Berssenbrugge was born in Beijing to Chinese and Dutch-American parents, but grew up in the suburbs of Boston, Massachusetts. She is of Dutch, Austrian, and Chinese descent. Her brother, Richard, is an engineer and Japanese calligrapher and sister, Annie, is a doctor. She was educated at Barnard
Barnard College
Barnard College is a private women's liberal arts college and a member of the Seven Sisters. Founded in 1889, Barnard has been affiliated with Columbia University since 1900. The campus stretches along Broadway between 116th and 120th Streets in the Morningside Heights neighborhood in the borough...

, Reed
Reed College
Reed College is a private, independent, liberal arts college located in southeast Portland, Oregon. Founded in 1908, Reed is a residential college with a campus located in Portland's Eastmoreland neighborhood, featuring architecture based on the Tudor-Gothic style, and a forested canyon wilderness...

, and Columbia University
Columbia University
Columbia University in the City of New York is a private, Ivy League university in Manhattan, New York City.
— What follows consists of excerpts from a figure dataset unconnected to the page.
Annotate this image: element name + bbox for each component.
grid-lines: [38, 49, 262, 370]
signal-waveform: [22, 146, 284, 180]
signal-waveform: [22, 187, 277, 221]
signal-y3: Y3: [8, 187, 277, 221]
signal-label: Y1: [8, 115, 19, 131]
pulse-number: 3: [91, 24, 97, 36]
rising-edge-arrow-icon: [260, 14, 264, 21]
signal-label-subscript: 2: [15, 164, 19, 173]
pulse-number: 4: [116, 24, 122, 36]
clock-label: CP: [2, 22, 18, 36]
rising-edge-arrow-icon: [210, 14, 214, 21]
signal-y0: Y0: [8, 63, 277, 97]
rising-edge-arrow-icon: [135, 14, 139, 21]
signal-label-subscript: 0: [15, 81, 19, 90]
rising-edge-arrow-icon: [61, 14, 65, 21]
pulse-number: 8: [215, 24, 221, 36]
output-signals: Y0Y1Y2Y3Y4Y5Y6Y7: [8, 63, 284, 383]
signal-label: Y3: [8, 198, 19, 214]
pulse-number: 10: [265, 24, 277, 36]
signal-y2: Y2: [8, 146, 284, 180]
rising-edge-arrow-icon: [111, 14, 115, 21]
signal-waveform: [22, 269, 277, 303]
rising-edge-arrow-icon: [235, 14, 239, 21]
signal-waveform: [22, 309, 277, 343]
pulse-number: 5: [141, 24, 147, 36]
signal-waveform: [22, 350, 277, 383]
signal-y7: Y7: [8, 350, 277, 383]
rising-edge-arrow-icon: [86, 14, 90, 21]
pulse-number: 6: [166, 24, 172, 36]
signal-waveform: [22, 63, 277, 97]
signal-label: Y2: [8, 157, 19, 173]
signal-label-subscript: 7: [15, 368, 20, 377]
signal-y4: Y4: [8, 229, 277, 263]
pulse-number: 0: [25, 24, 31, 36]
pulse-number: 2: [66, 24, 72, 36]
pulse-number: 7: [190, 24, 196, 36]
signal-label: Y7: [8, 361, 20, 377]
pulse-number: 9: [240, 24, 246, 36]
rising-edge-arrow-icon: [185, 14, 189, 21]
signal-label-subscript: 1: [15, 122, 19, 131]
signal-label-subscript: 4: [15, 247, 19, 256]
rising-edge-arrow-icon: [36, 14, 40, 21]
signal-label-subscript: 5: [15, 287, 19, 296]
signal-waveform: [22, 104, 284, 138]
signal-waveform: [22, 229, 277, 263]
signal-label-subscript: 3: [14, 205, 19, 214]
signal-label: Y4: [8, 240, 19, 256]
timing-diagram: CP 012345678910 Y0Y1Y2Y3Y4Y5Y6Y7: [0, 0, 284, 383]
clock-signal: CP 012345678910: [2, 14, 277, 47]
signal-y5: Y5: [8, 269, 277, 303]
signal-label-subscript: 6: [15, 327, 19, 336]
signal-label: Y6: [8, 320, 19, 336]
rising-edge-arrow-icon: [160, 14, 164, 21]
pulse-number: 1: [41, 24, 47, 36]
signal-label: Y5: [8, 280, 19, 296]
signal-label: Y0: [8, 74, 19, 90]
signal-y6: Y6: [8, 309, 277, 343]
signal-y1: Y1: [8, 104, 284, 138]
Columbia is the oldest institution of higher learning in the state of New York, the fifth oldest in the United States, and one of the country's nine Colonial Colleges founded before the...

. After receiving her M.F.A. from Columbia in 1974, she settled in rural northern New Mexico, which has remained her primary residence ever since.

After receiving her degree, Berssenbrugge became active in the multicultural poetry movement of the 1970s along with her good friend Leslie Marmon Silko
Leslie Marmon Silko
Leslie Marmon Silko is a Native American writer of the Laguna Pueblo tribe, and one of the key figures in the second wave of what Kenneth Lincoln has called the Native American Renaissance...

 as well as Ishmael Reed
Ishmael Reed
Ishmael Scott Reed is an American poet, essayist, and novelist. A prominent African-American literary figure, Reed is known for his satirical works challenging American political culture, and highlighting political and cultural oppression.Reed has been described as one of the most controversial...

, theater director Frank Chin
Frank Chin
Frank Chin is an American author and playwright.- Life and career :Frank Chin was born in Berkeley, California, but was raised to the age of six by a retired Vaudeville couple in Placerville, California. At six his mother brought him back to the San Francisco Bay Area to live in Oakland Chinatown...

, and political activist Kathleen Chang. Berssenbrugge taught at the Institute of American Indian Art in Santa Fe, where she co-founded the internal literary journal Tyuonyi.

Traveling frequently to New York City, Berssenbrugge became engaged in the rich cultural flourishing of the abstract art movement, and was influenced by New York School poets John Ashbery
John Ashbery
John Lawrence Ashbery is an American poet. He has published more than twenty volumes of poetry and won nearly every major American award for poetry, including a Pulitzer Prize in 1976 for his collection Self-Portrait in a Convex Mirror. But Ashbery's work still proves controversial...

, Barbara Guest
Barbara Guest
Barbara Guest née Barbara Ann Pinson was an American poet and prose stylist. Guest first gained recognition as a member of the first generation New York School of poetry....

, James Schuyler
James Schuyler
James Marcus Schuyler was an American poet whose awards include the Pulitzer Prize for Poetry for his 1980 collection The Morning of the Poem...

 and Anne Waldman
Anne Waldman
Anne Waldman is an American poet.Since the 1960s, Waldman has been an active member of the “Outrider” experimental poetry community as a writer, performer, collaborator, professor, editor, scholar, and cultural/political activist....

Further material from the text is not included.